While investigating a malware infection in a Windows Server 2012 R2, I noticed the malicious file sits in c:\Windows\Vss\Logs\WsmRes64.dll.
The problem is that I can't cd c:\Windows\Vss\Logs, and the c:\Windows\Vss directory only lists the Writers one, not the Logs.
But if I try direct access to the file (either relative or absolute paths works), I can get its contents, open it, etc.
Trying the icacls or takeown straight to the directory c:\Windows\Vss\Logs doesn't work at all. It always says the path/directory doesn't exist.
The same tools straight to the file works! I can take ownership and manipulate permissions at will if I input the exact path (relative or absolute) to the file. But again, I can't remove or rename the file!
Is there a way I can either gain access to the Logs directory to delete it or remove the malicious DLL (without a full fresh system reinstall and disk reformat)? Preferably not an "offline" method as I can only access the server via RDP.
Just in case, I already "isolated" the infected DLL by severing the link that loaded it into memory.
EDIT:
Greg suggested this question is similar to How do I deal with a compromised server?. I'm not looking for general ways to deal with compromised servers.
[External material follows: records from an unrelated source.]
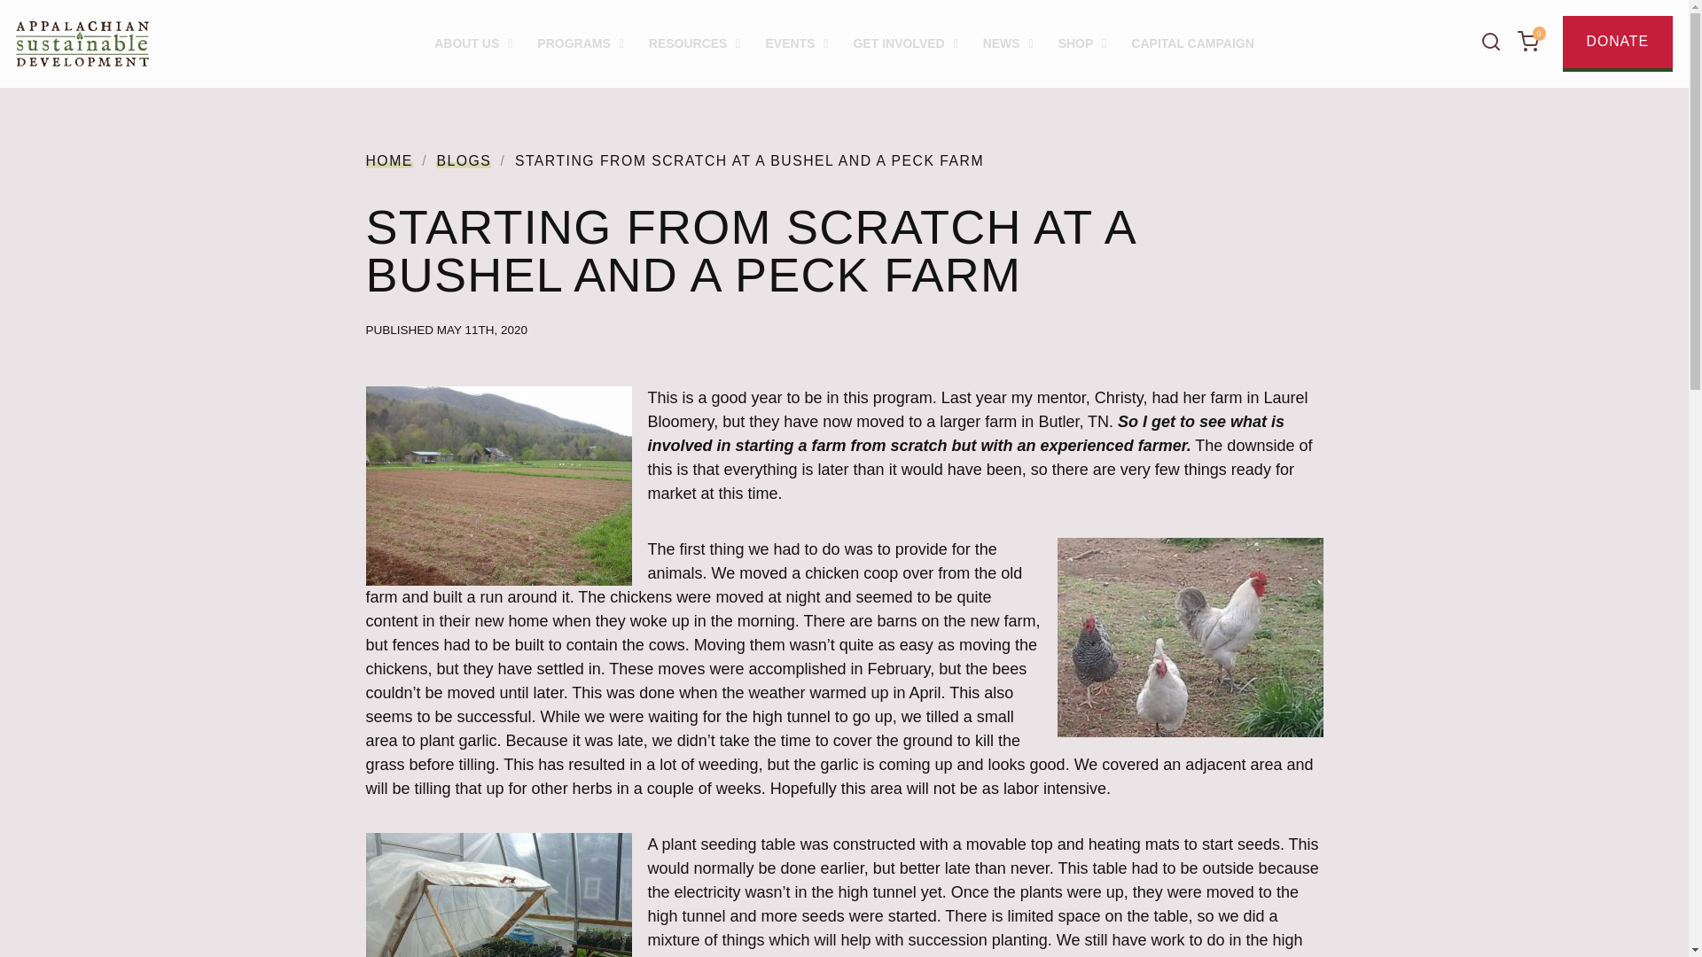  I want to click on EVENTS, so click(796, 43).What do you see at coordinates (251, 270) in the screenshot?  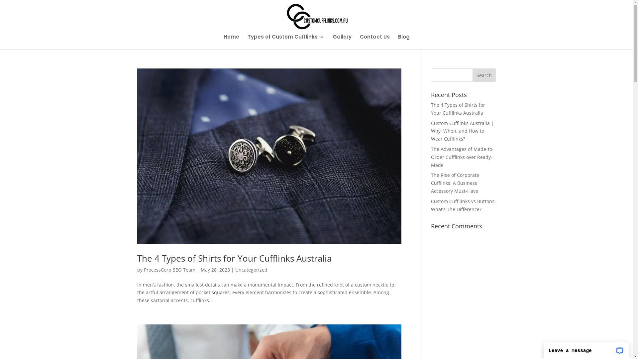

My goal here is to know how could I remove a file from the C:\Windows\Vss directory. This is a protected system directory but one could put a file in there along a "super-hidden" directory, in a live system. There got to be a way to take it out, right?
I'm aware that just this single aspect is far from enough to deal with a full server compromise by malware; this is just a small part of a much bigger architecture involved in systems compromise. But I'd like to keep the focus in the specific file-in-VSS-folder topic in this question.